Money not used at the conservation center goes toward construction of a new building as part of the restorative institute, she said.

Details of the agreement between the city, Clemson, Friends of the Hunley and the Hunley Commission are still to be worked out, but the resolution passed by the council paves the way for the turnover of property that houses an old tank farm and rusting warehouses.

“North Charleston has taken brown fields and turned them into gold fields,” state Sen. Glenn McConnell and Hunley Commission chairman said after the vote. “I can’t begin to tell you how big this is for the city of North Charleston. The city of North Charleston could have chosen to go for a few nickels, but they chose to go for millions instead.”

Before the meeting, there were concerns that the city would hold out for guarantees of tax money from future buildings on the property, but both city officials and McConnell said that is no longer a problem.

“The roadblocks are out of the way,” McConnell said.

The initiative will lead to private investors setting up shop to support Clemson’s efforts and pump new taxes through leased office space into North Charleston’s coffers, McConnell said.

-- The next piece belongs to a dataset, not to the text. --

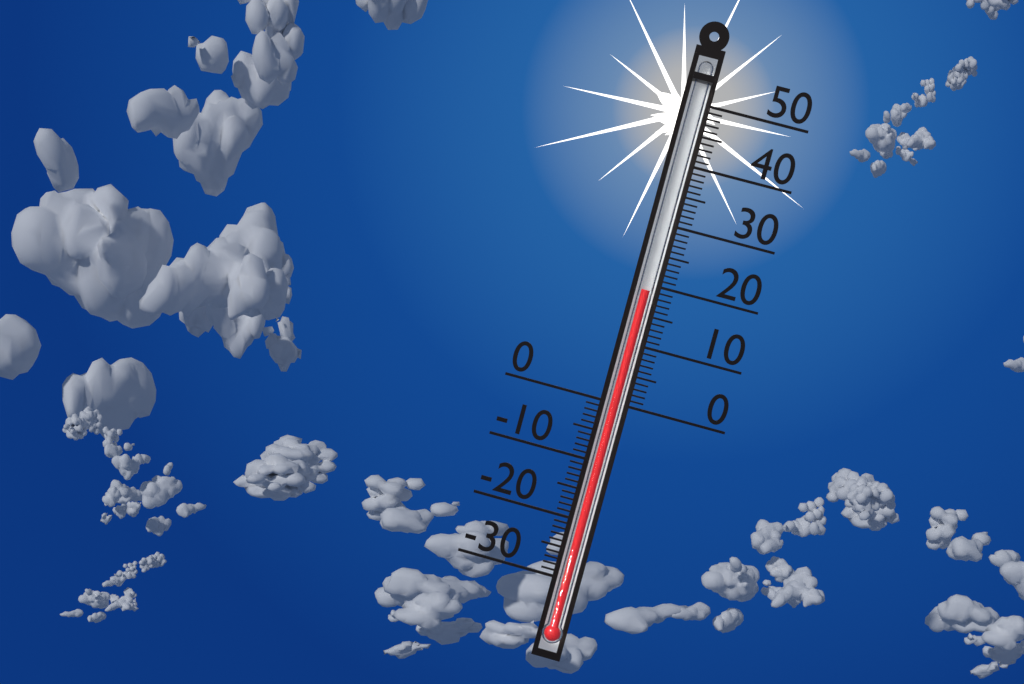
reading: 19 (no unit)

“It’s an opportunity for us to utilize that property. We have no plans for it,” Councilman Bob King said.

“The research center will create incubator businesses that will provide excellent jobs for this area and the state,” Mayor Keith Summey said. “Short term it will benefit the community, but the greater benefit will be long term. By building a high-technology infrastructure within our community, it assures we will be on the cutting edge of technology for the future and will bring in jobs that will be beneficial to the children of today and tomorrow.”

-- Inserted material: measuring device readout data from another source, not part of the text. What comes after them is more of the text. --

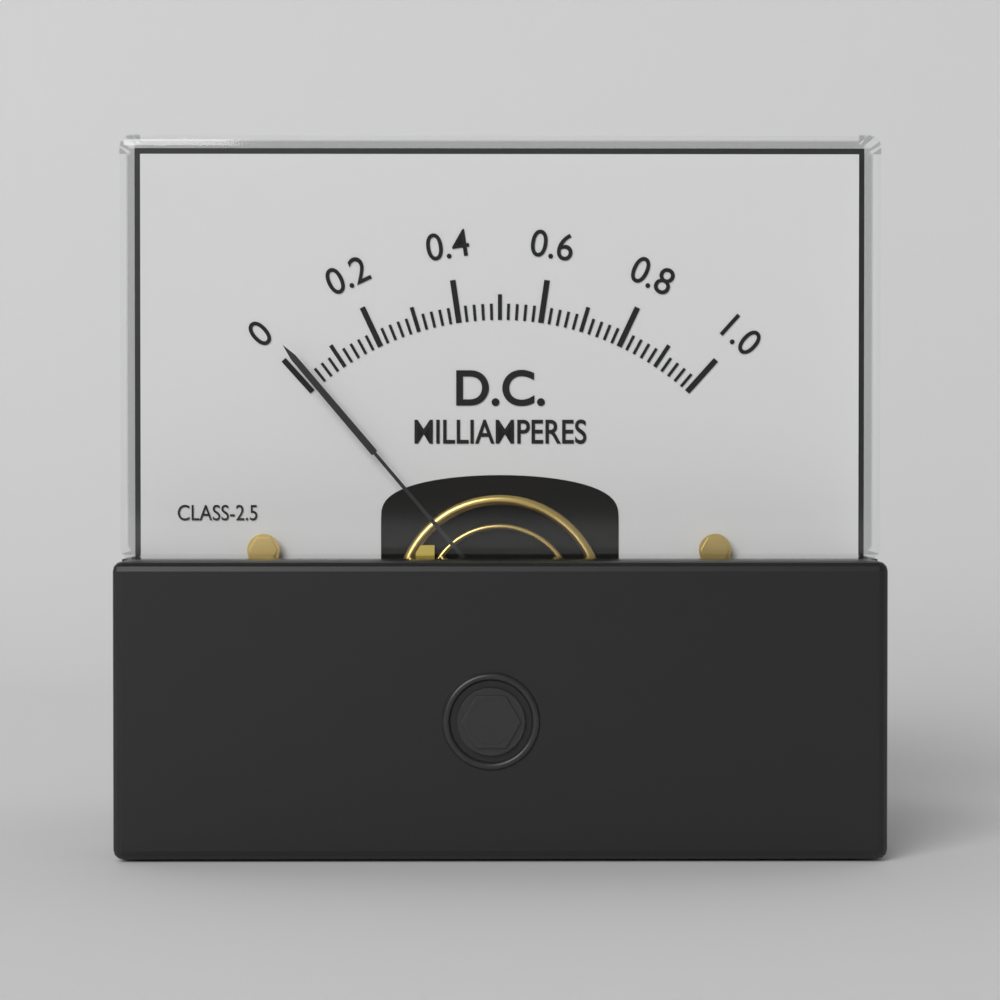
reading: 0.02 mA
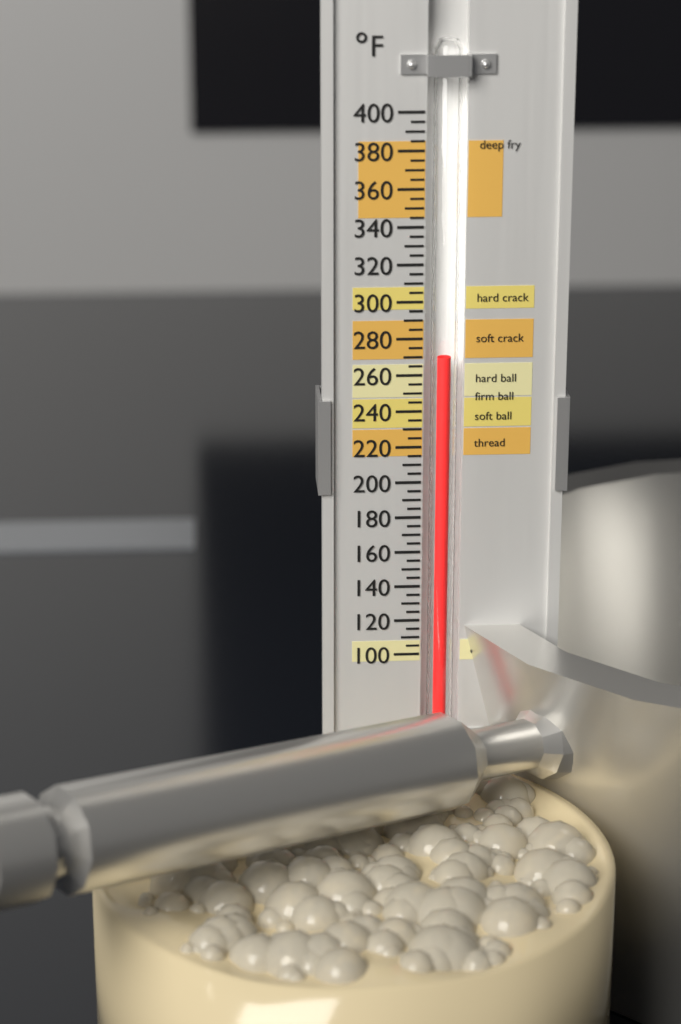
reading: 270 °F
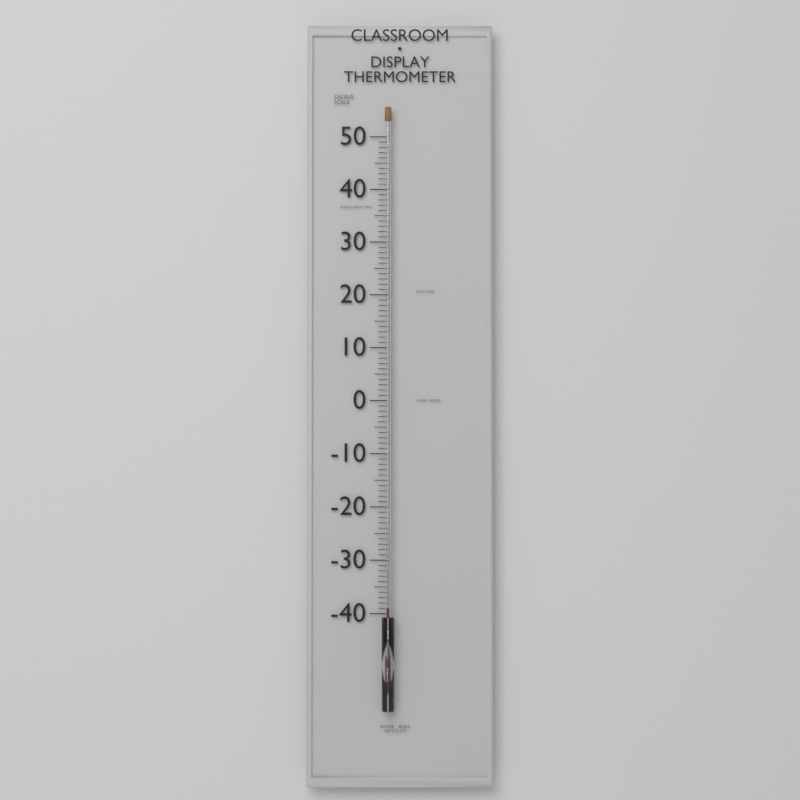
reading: -39 °C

The 80-acre campus, 5 percent of the 1,600-acre former base, will branch out from the Warren Lasch Conservation Center and would form the hub of a restoration institute that ultimately could employ nearly 5,000 people and have a $500 million annual economic impact. Sixty-five acres of the land is bounded by Viaduct Road, Hob-son Avenue and Reynolds Avenue. The other 15 acres are around the Lasch center.

On Wednesday, the Hunley Commission approved the initial step in the deal, which will turn over the conservation lab to Clemson in exchange for the university funding the Confederate sub’s restoration.

The deal locks in money for the sub’s restoration, something the Hunley Commission is paying for with private donations and dwindling federal funds.

Once title to the land is transferred, Clemson will take over the lab with 90 full-time employees and a payroll of more than $5 million annually. Hunley scientists will remain in current jobs, and Friends of the Hunley will continue to raise money for the restoration and 142-year-old vessel’s eventual museum home.

Clemson could eventually build a campus that would create between 2,000 and 4,750 jobs with annual payrolls between $125.8 million and $286.3 million. Tentative plans call for a number of new buildings that would generate between $1.7 million and $4 million a year in property taxes for North Charleston.

After Clemson takes over restoration efforts, Summey expects to have the Hunley on display in a new museum by 2009.

“I think this is a win-win situation for Clemson, for us and the state of South Carolina as a whole,” he said.

Hunley Commission member Randy Burbage summed up the historic move.

“The eight crewmen on the Hunley had no idea they would have such an economic impact on this area,” he said.

In other business, the council gave initial approval to a plan to rezone 84 properties in the old Garco Village from multi-family residential to single-family residential and referred the issue to its Public Safety Committee for further study.

James Island resident Dick Mappus asked council to spare his less than half-acre lot from the plan because he wants to put four units on the lot at Gaffney Street and Jenkins Avenue, where one house now sits that he rents out.

Northeast Park Circle Civic Club President Gayle Frampton opposed Mappus’ request.

“We don’t need to crowd up housing on one lot or create a problem that we are trying to overcome now,” she said.